Deloitte's Legal Tech Incubator Pushes Big 4 Deeper Into Law Firm Territory
Currently, law firms and the Big Four compete for clients. But with PwC and now Deloitte launching legal tech incubators, that competition could soon extend to attracting startups.
December 05, 2019 at 06:40 PM
3 minute read
Add Deloitte to the list of entities interested in steering promising legal tech startups into developing must-have tech tools.
Yesterday, the Big Four giant announced the launch of Legal Ventures, a program giving early-stage legal tech companies access to Deloitte's consulting, technology, legal and investment expertise. In return, Deloitte will leverage the startups' products and services.
Originally, law firms launched legal tech incubators to keep up with ALSP's legal talent and tech advantages. Over the course of five years, a host of such incubators including Dentons' NextLaw Labs, Cyril Amarchand Mangaldas's Prarambh, Clifford Chance's Create+65 and Allen & Overy's Fuse have come into existence. Now, it appears, the Big Four is encroaching on that territory.
Earlier this year, PwC became the first of the Big Four to join the legal tech incubator space, when it announced it was accepting applicants for Scale | LawTech, a 10-week program tasked with providing legal tech startups with pitch opportunities and individual coaching and business support.

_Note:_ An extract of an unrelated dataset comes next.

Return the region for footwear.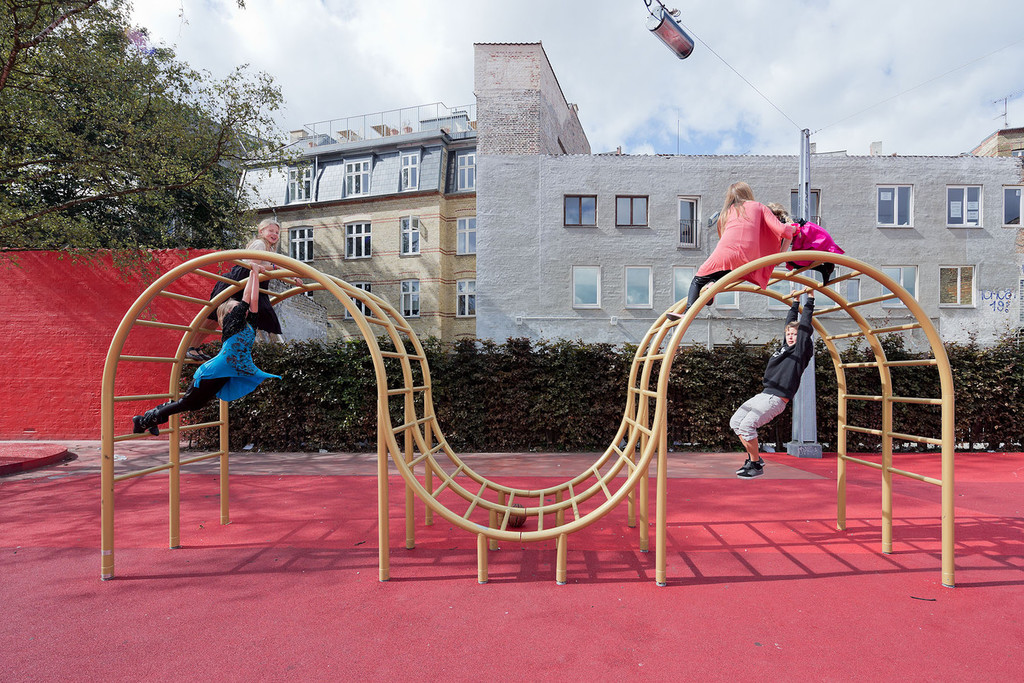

Deloitte, meanwhile, prefers its program not be called an incubator. "This is not another incubator (the market is saturated with those). Deloitte Legal Ventures is a specific program to better shape and test the proof of concept process," a Deloitte spokesperson wrote in an email.

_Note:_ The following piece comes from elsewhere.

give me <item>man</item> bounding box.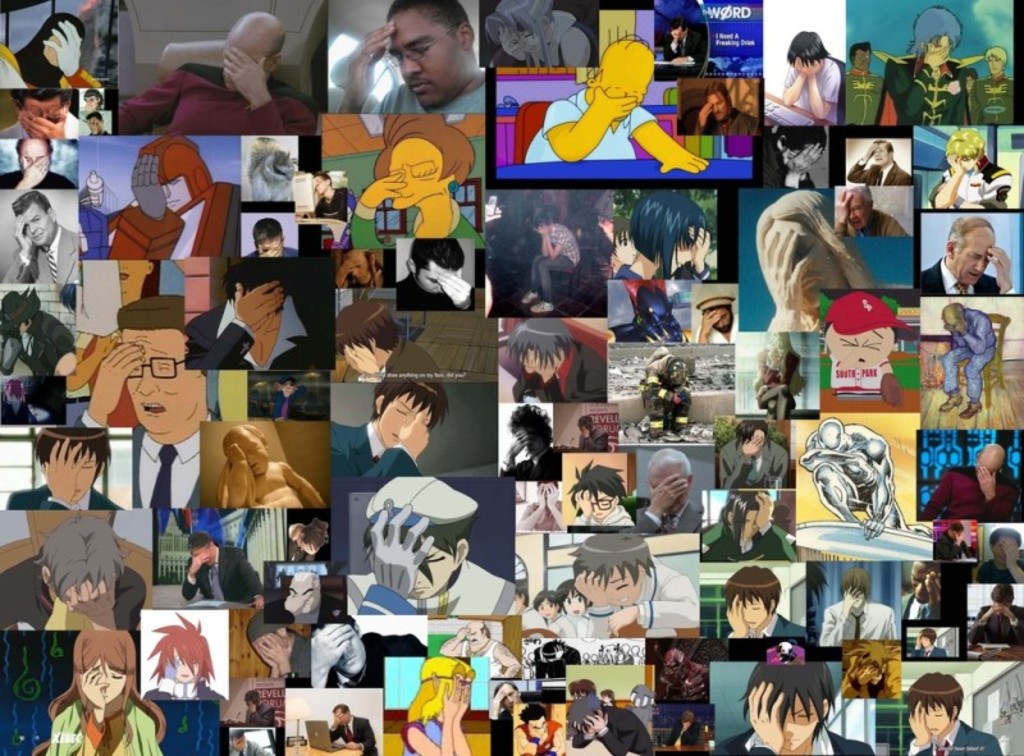
(435,620,522,681).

Saturation aside, the networking opportunities for legal tech startups are expanding, and companies are not wasting the chance to leverage both Big Law and the Big Four's varying expertise and networks.
Notably, contract automation tool Avvoka was named one of 14 companies in Deloitte's Legal Ventures program. Earlier this year in March, Avvoka joined Allen & Overy's Fuse incubator. (Avvoka didn't respond to requests for comment by press time).
What's more, the "app store for legal tech" Reynen Court, which obtained early investment from Clifford Chance and Latham & Watkins and counts those firms' chief information officers as non-executive directors, is also a member of Deloitte's new program.
For Deloitte's part, innovation and Legal Ventures lead Laura Bygrave said they aren't competing with any incubators. Instead, she noted Legal Ventures differs by intending to use their startups' products and services and offering them a long-term relationship.
To be sure, Allen & Overy's Fuse allows the firm to use the products that come out of its incubator, and, like Legal Ventures, does not seek to exclusivity.
Deloitte's program focuses on companies proving their product's proof-of-concept process through metrics. Each company's products, services, business models and strategies are evaluated through a "stress-test," that measures its desirability, feasibility and viability, Bygrave explained.
"The reason we would want to do that is because we want to help these companies scale up, given that the legal market is quite saturated," she said.
Indeed, the legal tech market is full of similar products, leading some observers to expect a wave of consolidations. Still, Deloitte does have some firsthand experience developing legal tech. Earlier this year, it released a Freedom of Information Act workflow tool, the first product created through its alliance with e-discovery provider Relativity.